#### SUPPLIED RECORDS

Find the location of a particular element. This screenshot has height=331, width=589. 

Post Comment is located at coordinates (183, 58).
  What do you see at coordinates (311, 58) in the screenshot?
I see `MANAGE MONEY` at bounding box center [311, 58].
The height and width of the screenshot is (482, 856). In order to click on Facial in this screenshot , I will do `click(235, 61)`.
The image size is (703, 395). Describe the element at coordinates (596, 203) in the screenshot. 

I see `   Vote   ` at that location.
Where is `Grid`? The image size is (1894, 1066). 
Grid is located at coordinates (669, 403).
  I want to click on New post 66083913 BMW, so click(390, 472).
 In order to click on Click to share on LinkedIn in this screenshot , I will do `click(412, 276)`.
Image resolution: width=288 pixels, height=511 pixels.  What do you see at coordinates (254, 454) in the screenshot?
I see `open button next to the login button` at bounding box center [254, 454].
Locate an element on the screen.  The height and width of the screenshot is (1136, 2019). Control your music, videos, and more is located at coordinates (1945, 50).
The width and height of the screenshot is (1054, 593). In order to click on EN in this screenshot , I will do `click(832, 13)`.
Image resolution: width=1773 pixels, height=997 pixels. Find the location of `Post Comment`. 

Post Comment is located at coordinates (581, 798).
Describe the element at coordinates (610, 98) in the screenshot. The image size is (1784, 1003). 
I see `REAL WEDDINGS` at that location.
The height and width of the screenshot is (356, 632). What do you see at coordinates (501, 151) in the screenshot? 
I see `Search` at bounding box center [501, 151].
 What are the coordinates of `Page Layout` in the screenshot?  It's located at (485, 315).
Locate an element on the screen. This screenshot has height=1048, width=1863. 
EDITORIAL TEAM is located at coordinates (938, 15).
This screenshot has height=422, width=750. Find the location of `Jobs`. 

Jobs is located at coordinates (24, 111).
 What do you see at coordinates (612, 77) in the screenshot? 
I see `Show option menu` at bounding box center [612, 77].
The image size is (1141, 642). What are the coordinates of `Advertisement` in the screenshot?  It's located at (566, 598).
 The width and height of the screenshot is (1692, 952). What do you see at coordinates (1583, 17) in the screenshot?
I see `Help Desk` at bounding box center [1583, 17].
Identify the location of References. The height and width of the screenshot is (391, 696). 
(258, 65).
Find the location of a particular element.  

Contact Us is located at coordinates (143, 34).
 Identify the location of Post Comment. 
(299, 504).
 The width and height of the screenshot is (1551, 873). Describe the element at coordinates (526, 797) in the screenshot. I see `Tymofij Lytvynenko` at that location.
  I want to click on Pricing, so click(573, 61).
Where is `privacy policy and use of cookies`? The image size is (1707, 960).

########

* _TASK STATEMENT_: Reproduce the entries exactly, each one as given.

* _OUTPUT FOR THIS TASK_:
Find the location of a particular element. This screenshot has height=331, width=589. 

Post Comment is located at coordinates (183, 58).
  What do you see at coordinates (311, 58) in the screenshot?
I see `MANAGE MONEY` at bounding box center [311, 58].
The height and width of the screenshot is (482, 856). In order to click on Facial in this screenshot , I will do `click(235, 61)`.
The image size is (703, 395). Describe the element at coordinates (596, 203) in the screenshot. 

I see `   Vote   ` at that location.
Where is `Grid`? The image size is (1894, 1066). 
Grid is located at coordinates (669, 403).
  I want to click on New post 66083913 BMW, so click(390, 472).
 In order to click on Click to share on LinkedIn in this screenshot , I will do `click(412, 276)`.
Image resolution: width=288 pixels, height=511 pixels.  What do you see at coordinates (254, 454) in the screenshot?
I see `open button next to the login button` at bounding box center [254, 454].
Locate an element on the screen.  The height and width of the screenshot is (1136, 2019). Control your music, videos, and more is located at coordinates (1945, 50).
The width and height of the screenshot is (1054, 593). In order to click on EN in this screenshot , I will do `click(832, 13)`.
Image resolution: width=1773 pixels, height=997 pixels. Find the location of `Post Comment`. 

Post Comment is located at coordinates (581, 798).
Describe the element at coordinates (610, 98) in the screenshot. The image size is (1784, 1003). 
I see `REAL WEDDINGS` at that location.
The height and width of the screenshot is (356, 632). What do you see at coordinates (501, 151) in the screenshot? 
I see `Search` at bounding box center [501, 151].
 What are the coordinates of `Page Layout` in the screenshot?  It's located at (485, 315).
Locate an element on the screen. This screenshot has height=1048, width=1863. 
EDITORIAL TEAM is located at coordinates (938, 15).
This screenshot has height=422, width=750. Find the location of `Jobs`. 

Jobs is located at coordinates (24, 111).
 What do you see at coordinates (612, 77) in the screenshot? 
I see `Show option menu` at bounding box center [612, 77].
The image size is (1141, 642). What are the coordinates of `Advertisement` in the screenshot?  It's located at (566, 598).
 The width and height of the screenshot is (1692, 952). What do you see at coordinates (1583, 17) in the screenshot?
I see `Help Desk` at bounding box center [1583, 17].
Identify the location of References. The height and width of the screenshot is (391, 696). 
(258, 65).
Find the location of a particular element.  

Contact Us is located at coordinates (143, 34).
 Identify the location of Post Comment. 
(299, 504).
 The width and height of the screenshot is (1551, 873). Describe the element at coordinates (526, 797) in the screenshot. I see `Tymofij Lytvynenko` at that location.
  I want to click on Pricing, so click(573, 61).
Where is `privacy policy and use of cookies`? The image size is (1707, 960).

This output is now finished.